Specialty Hospital of Midwest City is a 60-bed acute care and long-term rehabilitation facility located in Midwest City, about 10 miles southeast of downtown Oklahoma City. The hospital focuses on medically complex patients recovering from acute illness or injury, with particular emphasis on respiratory care, wound management, and rehabilitation after critical illness or surgery. It operates as an independent facility and serves as a step-down option for patients transitioning out of intensive care.
This is a critical-access hospital and long-term acute care (LTAC) facility, not an emergency department or general admission hospital. Patients typically arrive after treatment at a major hospital (such as OU Medical Center or Integris Baptist) and stay while their medical complexity remains high but acute crisis has passed. The facility beds are designed for patients who may require mechanical ventilation, intensive monitoring, wound care, or extensive physical and occupational therapy. Most admissions are referrals, not walk-ins; the hospital coordinates directly with sending hospitals to accept appropriate cases.
Specialty Hospital of Midwest City handles several high-need populations. Patients requiring prolonged mechanical ventilation or weaning from ventilators account for a significant portion of census. Wound care teams address complicated surgical or pressure injuries. Rehabilitation services include physical therapy, occupational therapy, and speech therapy, with goals aligned to discharge planning to home or assisted living rather than indefinite institutional care. The hospital also treats patients recovering from sepsis, cardiac events, or major orthopedic surgery who require more care than a traditional skilled nursing facility can provide.
Pricing is determined by insurance and diagnosis-related groups (DRGs) for Medicare, or negotiated contracts for commercial insurers and self-pay cases. Individual costs are not published; billing follows inpatient hospital rates. Families should expect to discuss financial responsibility and insurance coverage directly with the admissions or financial counselor when a patient is referred.
The key distinction is level of care and complexity. Skilled nursing facilities (SNFs) in Oklahoma City, such as units within larger systems, accept stable patients needing daily nursing oversight and therapy but not intensive medical management. Specialty Hospital of Midwest City accepts patients still requiring ventilators, frequent lab work, or medications that demand higher-acuity nursing ratios. Patients stable enough to leave the hospital but not stable enough for standard SNF care fit this middle tier.
Integris Health and OU Health both operate their own acute inpatient rehabilitation units, but those focus on patients with stroke, spinal cord injury, or orthopedic recovery where rapid functional progress is the goal. Specialty Hospital of Midwest City is appropriate when the timeline is longer and medical stability is still being achieved.
Home health agencies serve medically stable patients at home. Specialty Hospital works with discharge planners to transition patients to home health once medical complexity drops.
Specialty Hospital of Midwest City suits patients whose doctors have determined they need hospital-level monitoring and care but have moved past acute crisis. Family members managing a loved one's recovery from pneumonia, post-surgical complications, or ventilator dependence will find staff trained to manage those conditions. Patients without strong home support or those whose homes cannot accommodate complex medical equipment may use the facility as a transition point before assisted living or SNF placement.
The facility does not accept unstable acute emergencies; those go to emergency departments. It also does not suit patients requiring highly specialized services such as dialysis, advanced cancer care, or transplant follow-up; those stay at major medical centers. Patients well enough for standard SNF care are typically referred elsewhere.
Admission is arranged by the patient's attending physician at the referring hospital, not by the patient or family choosing the facility. The discharging hospital contacts Specialty Hospital's admissions team, medical records are reviewed, and a bed is held if appropriate. When the patient transfers, nursing staff complete intake assessments, reconcile medications, and align therapy goals with the care plan. Family meetings occur early to set expectations for length of stay and discharge destination.
Specialty Hospital of Midwest City is located in Midwest City at 5401 Fantus Drive, Midwest City, OK 73110, adjacent to Midwest City Regional Hospital campus. The facility operates 24 hours a day as an inpatient hospital; visiting hours are typical for hospital settings (confirm with the facility). Parking is available on campus. Patients are not discharged same-day; average stays range from 2 to 4 weeks depending on diagnosis, but this varies significantly. Contact admissions at 405-733-9191 to discuss a specific referral or transfer question.
Specialty Hospital of Midwest City fills a functional gap between major hospitals and skilled nursing. For families managing complex recovery, knowing this facility exists and understanding its role reduces confusion during discharge planning and helps coordinate care continuity.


** Work request **
Every picture should be left out, but the lines below must be repeated exactly.

(Collected data)
#####

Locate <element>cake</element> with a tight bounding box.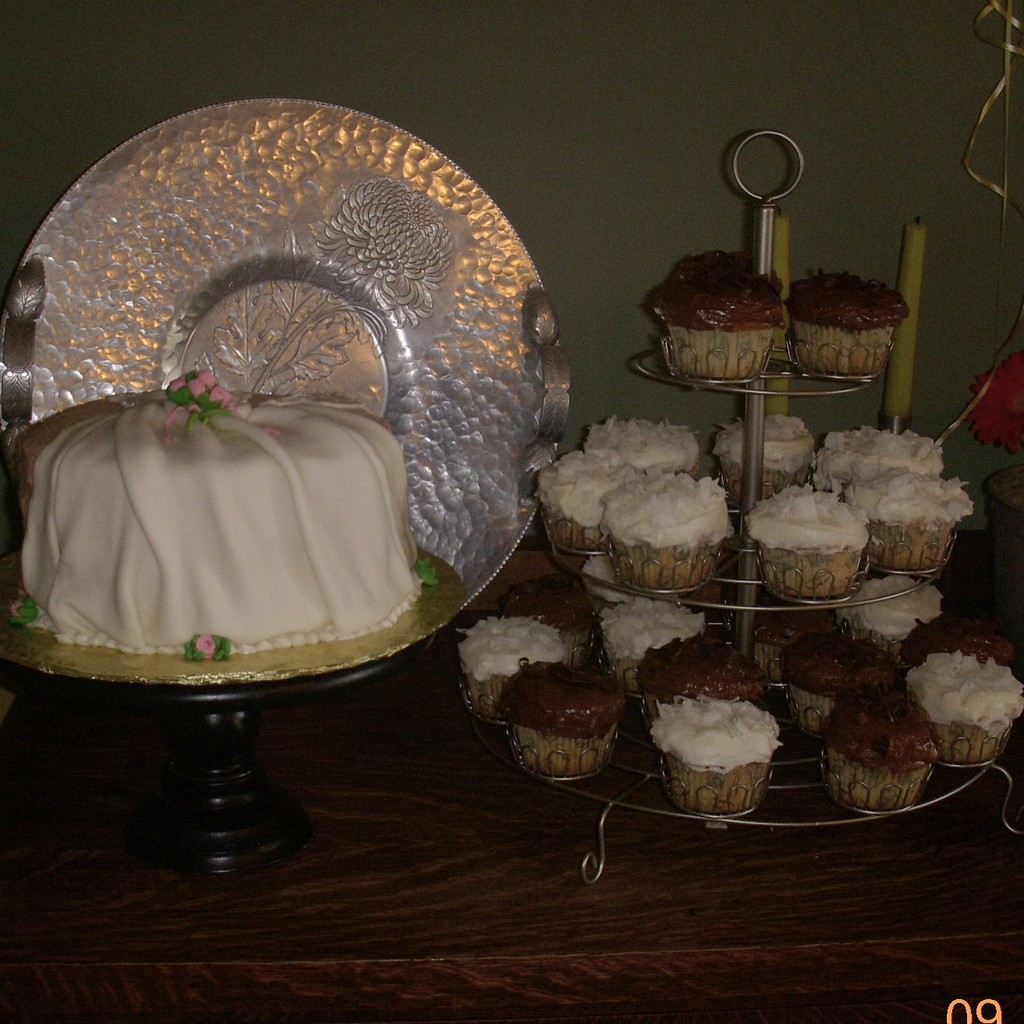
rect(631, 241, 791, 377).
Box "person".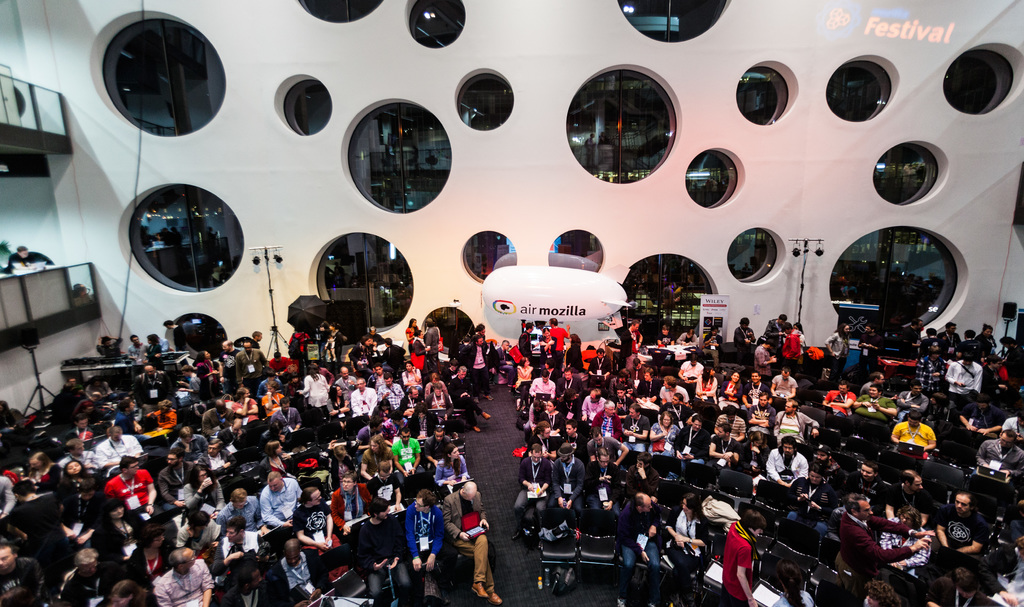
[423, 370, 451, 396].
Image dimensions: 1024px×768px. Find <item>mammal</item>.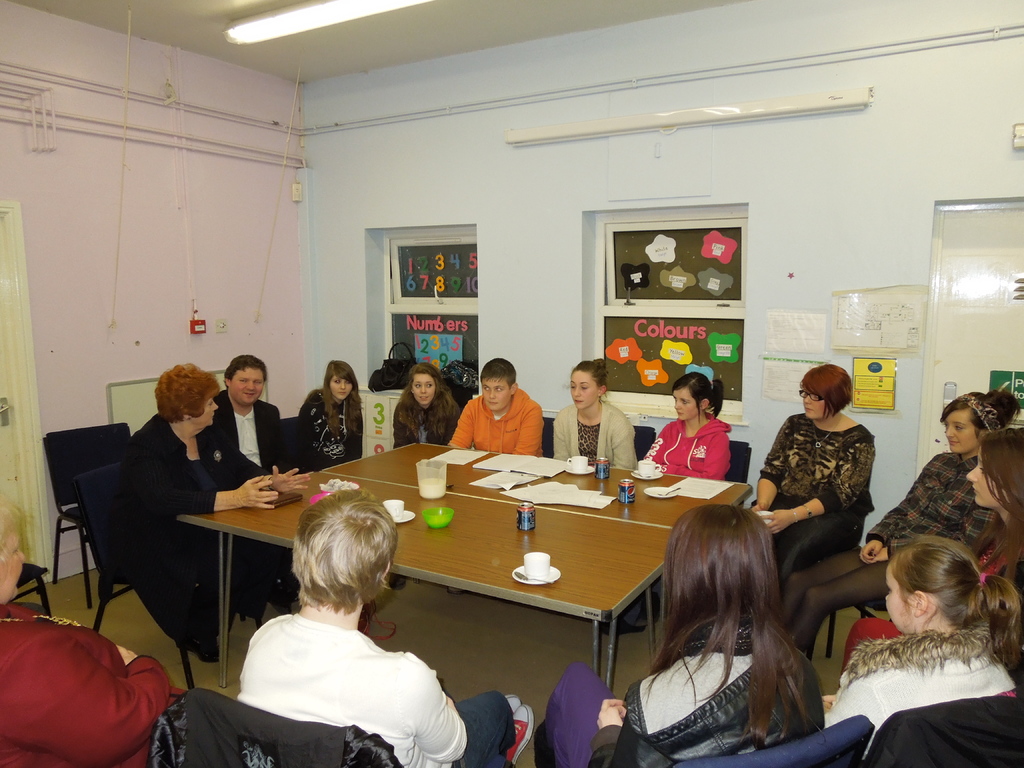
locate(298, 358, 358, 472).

#####

** Task response **
Locate <element>cake</element> with a tight bounding box.
rect(631, 241, 791, 377).
Box "person".
[423, 370, 451, 396].
Image dimensions: 1024px×768px. Find <item>mammal</item>.
locate(298, 358, 358, 472).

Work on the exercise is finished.